NICE: It Takes Two to Tango

By Sanjay Popat, FRCP, PhD

United Kingdom Healthcare System

The United Kingdom (UK) has a unique healthcare system: the National Health Service (NHS), a publicly funded, singlepayer system. Founded by the Labour government in 1948, its unique identity is constitutionally defined as a comprehensive service delivered to all, based on clinical need and not on ability to pay, and funded by general taxation. In practice, this means that healthcare is free at point of use for most services, including cancer treatment.1 So, if cancer care is free in the UK, who decides which treatments are funded (reimbursed) and which ones aren’t? The answer is surprisingly complex, geographically different, and very much depends on treatment type; for example, cancer surgery is funded differently from new anti-cancer drugs. The key organization to manage cancer commissioning, though, is the National Institute for Health and Care Excellence (NICE). This is a non-departmental public body established by primary legislation, accountable to the UK Department of Health, but operationally independent of it, with a remit only technically for England, but with arrangements in place for the devolved nations (Wales, Scotland, and Northern Ireland).2

What Does NICE Do?

As the NHS is funded through general taxation, with a fixed budget allocated to the Department of Health from the government, some entity therefore needs to decide if new drugs should be funded, and if so, on what grounds: enter NICE. NICE is extremely active. It provides evidence-based guidelines, information services for commissioners and clinicians, and defines quality standards and performance metrics. However, perhaps the most important oncological role of NICE is providing funding approvals. In this regard, NICE issues decrees on the cost-effectiveness of new “technologies” (e.g., a new anti-cancer drug, medical device, diagnostic test) to the NHS.

How Does NICE Appraise New Drugs?

The process by which NICE appraises new drugs has changed recently, but the principles remain similar. Previously, NICE would only appraise a new indication after EMA licensing, a process that often took over a year to complete in practice. Given that EMA licensing often took many months after presentation of phase 3 trial data, the net effect was that patients were potentially denied access to effective anti-cancer therapy, frequently for over 1 year, assuming that NICE eventually recommended funding. Reacting to this, the government initially established the Cancer Drugs Fund (CDF) and ultimately reformed NICE processes.

So how exactly does NICE determine cost-effectiveness? This is the critical issue. NICE determines the most likely cost per quality-adjusted life-year (QUALY) by principally receiving evidence from the manufacturer and a commissioned independent academic “evidence review group.” The QUALY threshold is not fixed by NICE but from analyses of historical outcomes; this seems to be around £40K per QUALY.3 This assessment method may be problematic for modern therapeutics since considerable uncertainties in determining the true QUALY often exist, particularly when the magnitude of the survival benefit afforded is unknown and or needs estimation (e.g., TKIs where patients crossed over, either per trial or in routine care, or for single-arm phase 2 data). In addition, the manufacturer’s base cost of most drug indications submitted usually prices nearly all indications beyond NICE’s historical approvals thresholds. As a result, either indications are rejected/decommissioned by NICE (e.g., erlotinib in the BR.21 indication), or substantial delays ensue prior to ultimate approval by NICE while manufacturers negotiate confidential discounted NHS pricing, or manufacturers simply decide not to submit appraisals (e.g., bevacizumab or alectinib).

What’s the Solution?

NICE undoubtedly performs an essential function by rationing a fixed budget, driving down the cost of new medicines for the NHS, and by allowing confidential discounts from manufacturers. Several improvements to the NICE process have been made recently; NICE now reviews potential indications parallel to licensing with three potential outcomes: the drug is approved for funding, rejected, or recommended for a limited period in a new Cancer Drugs Fund (if there is uncertainty for cost-effectiveness) pending reappraisal. Additionally, a new Early Access to Medicines Scheme (EAMS) has been developed, allowing prelicensing access to promising innovative medicines. All of these changes are deeply welcome. Nevertheless, the fundamental issues of eye-watering drug base costs and NICE cost-effectiveness methodology remain unchanged. While progress has been made, it is clear that the dance between NICE and manufacturers leaves patients and clinicians in a difficult position. “It takes two to tango” is a common English idiom. Let’s hope that the dance is over quickly! ✦

References

1. https://www.gov.uk/government/publications/the-nhs-constitution-for-england. Accessed September 23, 2016.
2. https://www.nice.org.uk/about/what-we-do. Accessed September 23, 2016.
3. Dakin H, Devlin N, Feng Y, Rice N, O’Neill P, Parkin D. The Influence of Cost-Effectiveness and Other Factors on NICE Decisions (2015): 24;10: 1256–1271.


**Aim of the task:** Each line of the entries that mentions the string "small" needs to be reported.

**Records supplied:**

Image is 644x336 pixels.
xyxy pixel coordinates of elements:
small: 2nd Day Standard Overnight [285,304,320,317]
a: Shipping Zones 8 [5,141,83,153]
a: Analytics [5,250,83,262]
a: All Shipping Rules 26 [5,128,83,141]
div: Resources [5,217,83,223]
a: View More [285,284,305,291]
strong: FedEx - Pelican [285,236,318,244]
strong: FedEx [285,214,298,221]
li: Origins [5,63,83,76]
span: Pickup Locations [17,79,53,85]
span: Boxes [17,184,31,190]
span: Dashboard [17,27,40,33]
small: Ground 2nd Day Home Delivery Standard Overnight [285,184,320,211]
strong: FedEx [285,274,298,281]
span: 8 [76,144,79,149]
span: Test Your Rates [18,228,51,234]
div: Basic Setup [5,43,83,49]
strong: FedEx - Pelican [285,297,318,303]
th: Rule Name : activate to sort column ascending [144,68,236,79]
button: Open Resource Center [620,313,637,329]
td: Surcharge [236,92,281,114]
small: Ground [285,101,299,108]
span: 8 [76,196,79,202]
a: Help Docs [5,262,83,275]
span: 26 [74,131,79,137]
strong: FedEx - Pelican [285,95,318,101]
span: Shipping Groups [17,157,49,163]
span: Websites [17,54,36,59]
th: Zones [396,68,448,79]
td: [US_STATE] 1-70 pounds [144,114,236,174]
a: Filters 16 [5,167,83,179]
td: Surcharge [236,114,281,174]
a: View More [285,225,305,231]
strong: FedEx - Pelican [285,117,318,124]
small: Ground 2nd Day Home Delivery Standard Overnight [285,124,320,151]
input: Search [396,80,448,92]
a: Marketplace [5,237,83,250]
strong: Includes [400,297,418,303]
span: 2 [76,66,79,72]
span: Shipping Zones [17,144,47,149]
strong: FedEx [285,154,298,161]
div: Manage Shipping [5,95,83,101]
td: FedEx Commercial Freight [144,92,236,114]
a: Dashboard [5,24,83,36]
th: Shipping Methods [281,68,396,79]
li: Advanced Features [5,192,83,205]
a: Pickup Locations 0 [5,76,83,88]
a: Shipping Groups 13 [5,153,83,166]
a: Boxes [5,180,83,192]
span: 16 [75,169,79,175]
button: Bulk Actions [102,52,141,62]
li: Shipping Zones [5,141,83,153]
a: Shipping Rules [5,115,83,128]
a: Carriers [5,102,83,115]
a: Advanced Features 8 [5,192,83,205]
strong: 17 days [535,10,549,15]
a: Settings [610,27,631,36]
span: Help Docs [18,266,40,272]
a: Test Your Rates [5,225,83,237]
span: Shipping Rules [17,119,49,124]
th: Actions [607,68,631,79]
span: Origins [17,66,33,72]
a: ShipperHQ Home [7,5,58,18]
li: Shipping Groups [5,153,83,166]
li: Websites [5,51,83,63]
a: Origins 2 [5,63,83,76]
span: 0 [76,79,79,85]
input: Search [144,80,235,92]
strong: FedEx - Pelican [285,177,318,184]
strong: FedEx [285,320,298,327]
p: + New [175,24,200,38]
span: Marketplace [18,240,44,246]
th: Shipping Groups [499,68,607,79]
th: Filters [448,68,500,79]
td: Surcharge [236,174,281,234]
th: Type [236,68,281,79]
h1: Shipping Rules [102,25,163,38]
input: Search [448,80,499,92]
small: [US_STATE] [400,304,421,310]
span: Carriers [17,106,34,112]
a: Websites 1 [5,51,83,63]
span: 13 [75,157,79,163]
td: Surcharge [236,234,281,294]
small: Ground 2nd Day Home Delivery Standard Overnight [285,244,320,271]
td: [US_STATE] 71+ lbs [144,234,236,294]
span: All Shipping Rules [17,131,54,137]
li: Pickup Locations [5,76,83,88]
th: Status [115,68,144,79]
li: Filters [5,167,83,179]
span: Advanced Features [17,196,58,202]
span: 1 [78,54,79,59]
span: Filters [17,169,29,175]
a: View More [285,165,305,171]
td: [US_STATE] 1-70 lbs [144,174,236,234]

**Result:**
small: 2nd Day Standard Overnight [285,304,320,317]
small: Ground 2nd Day Home Delivery Standard Overnight [285,184,320,211]
small: Ground [285,101,299,108]
small: Ground 2nd Day Home Delivery Standard Overnight [285,124,320,151]
small: [US_STATE] [400,304,421,310]
small: Ground 2nd Day Home Delivery Standard Overnight [285,244,320,271]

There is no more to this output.